Universities and research institutions should hire new faculty based on the scientific innovation and independence of the candidate. Candidates should be hired who have created transformational knowledge in their field and have a compelling story of scientific maturity evidenced by the quality of thier publications and awards. Universities should also be concerned about the mentorship skills of the faculty candidates. Good bench scientists can be terrible mentors. Universities should clearly state their method of candidate evaluation and stick to it throughout the hiring process. Alternative processes of faculty selection looking beyond CVs and IFs also needs to be done. Sandra Schmid, a past president of the ASCB and chair of the Deptartment of Cell Biology at UT Southwestern Medical Center, is a pioneer of this more “holistic” approach of faculty selection.
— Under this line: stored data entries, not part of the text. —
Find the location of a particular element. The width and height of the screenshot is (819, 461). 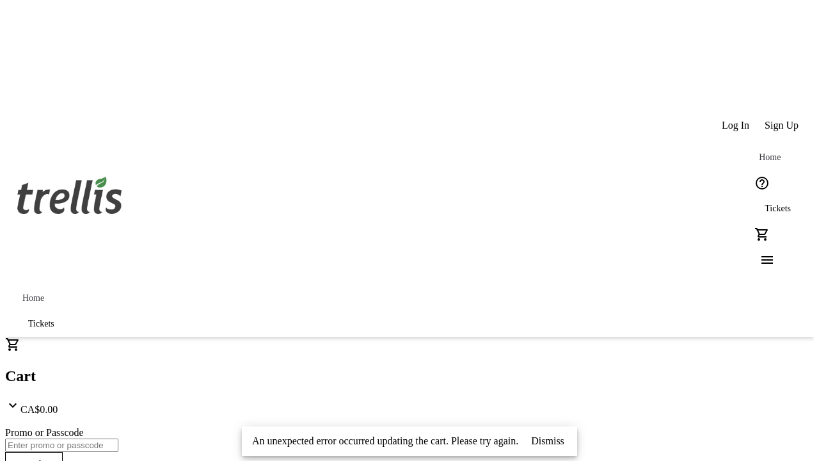

span: Log In is located at coordinates (736, 125). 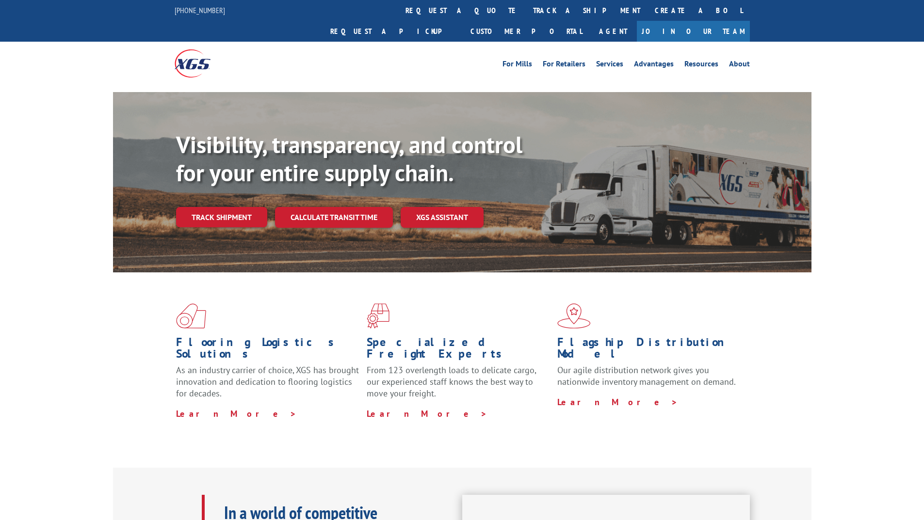 I want to click on a: Services, so click(x=610, y=65).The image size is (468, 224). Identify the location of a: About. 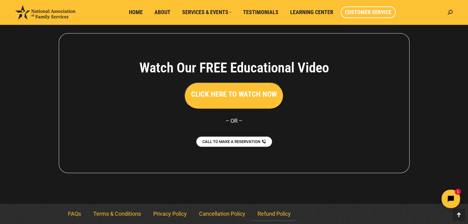
(162, 12).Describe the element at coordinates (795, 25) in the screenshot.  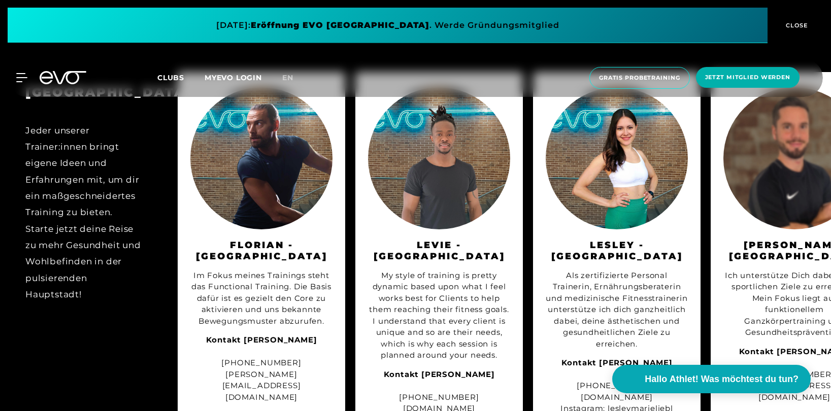
I see `button: CLOSE` at that location.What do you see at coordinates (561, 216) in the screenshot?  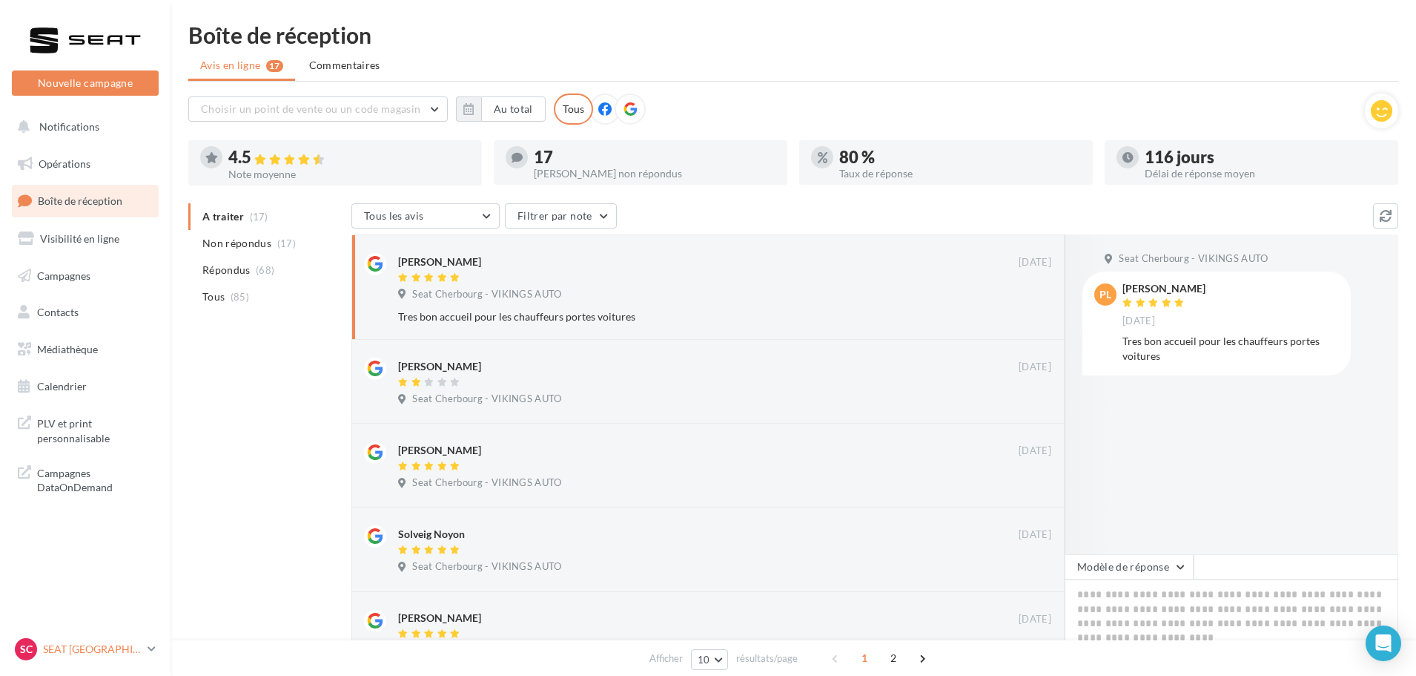 I see `button: Filtrer par note` at bounding box center [561, 216].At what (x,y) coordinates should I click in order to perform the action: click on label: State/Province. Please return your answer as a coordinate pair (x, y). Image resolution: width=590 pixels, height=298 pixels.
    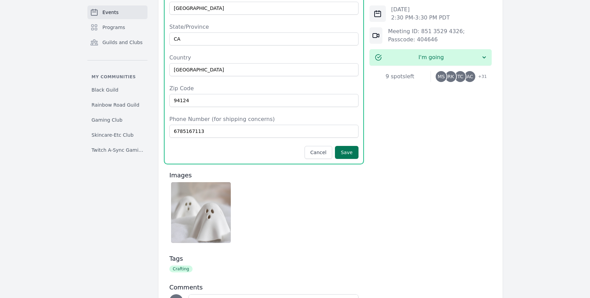
    Looking at the image, I should click on (264, 27). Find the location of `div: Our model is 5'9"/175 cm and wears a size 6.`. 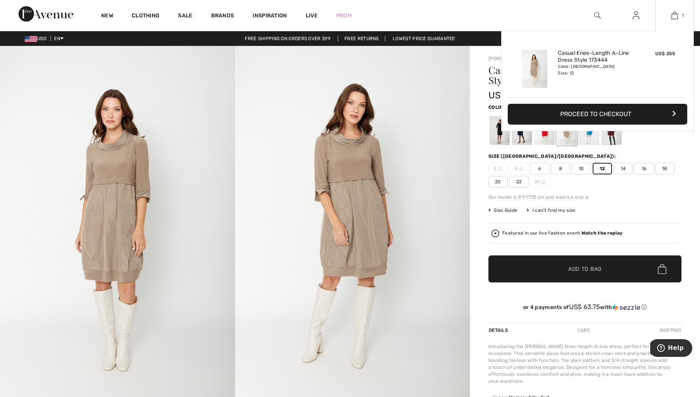

div: Our model is 5'9"/175 cm and wears a size 6. is located at coordinates (585, 197). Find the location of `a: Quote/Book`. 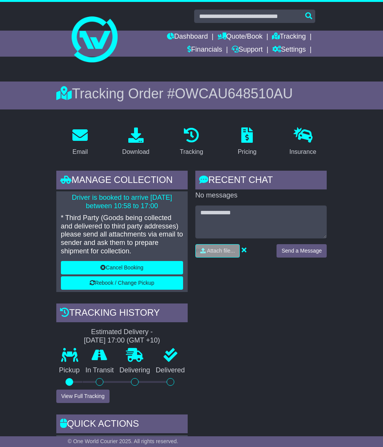

a: Quote/Book is located at coordinates (240, 37).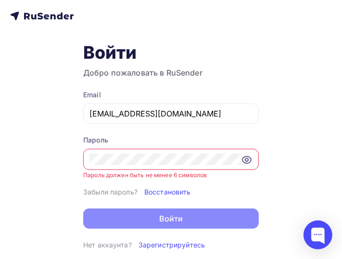 The width and height of the screenshot is (342, 259). What do you see at coordinates (171, 52) in the screenshot?
I see `h1: Войти` at bounding box center [171, 52].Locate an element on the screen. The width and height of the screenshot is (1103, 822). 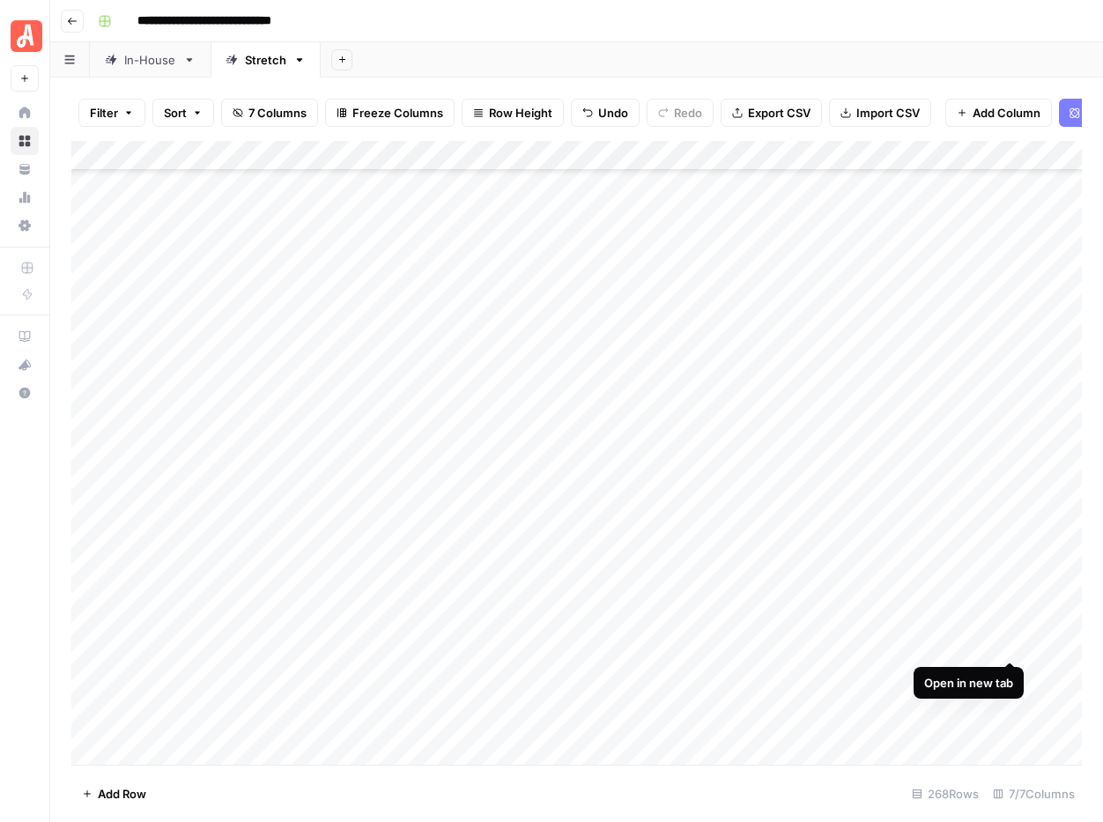
a: Browse is located at coordinates (25, 141).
Time will tell us the success of her proposed model.
Furthermore, the San Francisco Declaration on Research Assessment (DORA) signed by multiple academic institutions, points out that journal-based metrics should not be used for hiring decisions. However, we need to see more clear actions from the academic institutions regarding IFs and hiring.

Finally, scientific creativity and innovation ultimately need money. In times of the rampant “Ice Bucket Challenge” popular on social media, public awareness of the current budget cuts in biomedical research should be made as public as possible. More funding will allow universities and institutions to hire more people. This will produce more diverse and innovative science. And hiring does not necessarily mean just faculty positions, but also research scientist positions for people who don’t want to be PIs.

In conclusion, universities, research institutions, and scientific societies need to be clear to students and postdocs: The academic system is in crisis. Sounds somber, and it is. What should junior and senior level postdocs and students do? Think. A PhD can take you to multiple types of jobs— Is academia what you really want? Do you want to be a PI? It is valuable to talk to recently hired assistant professors, and to other people who are working on “alternative” science careers. Be open and clear about your concerns with your mentor.

As a scientific society, the ASCB is doing its job: If you are going to the ASCB Annual Meeting in Philadelphia, check out the multitude of career development events. They will give you a flavor of what your options are as a PhD and help you transition into the next stage in your career.

About the Author:


Christina Szalinski is a science writer with a PhD in Cell Biology from the University of Pittsburgh.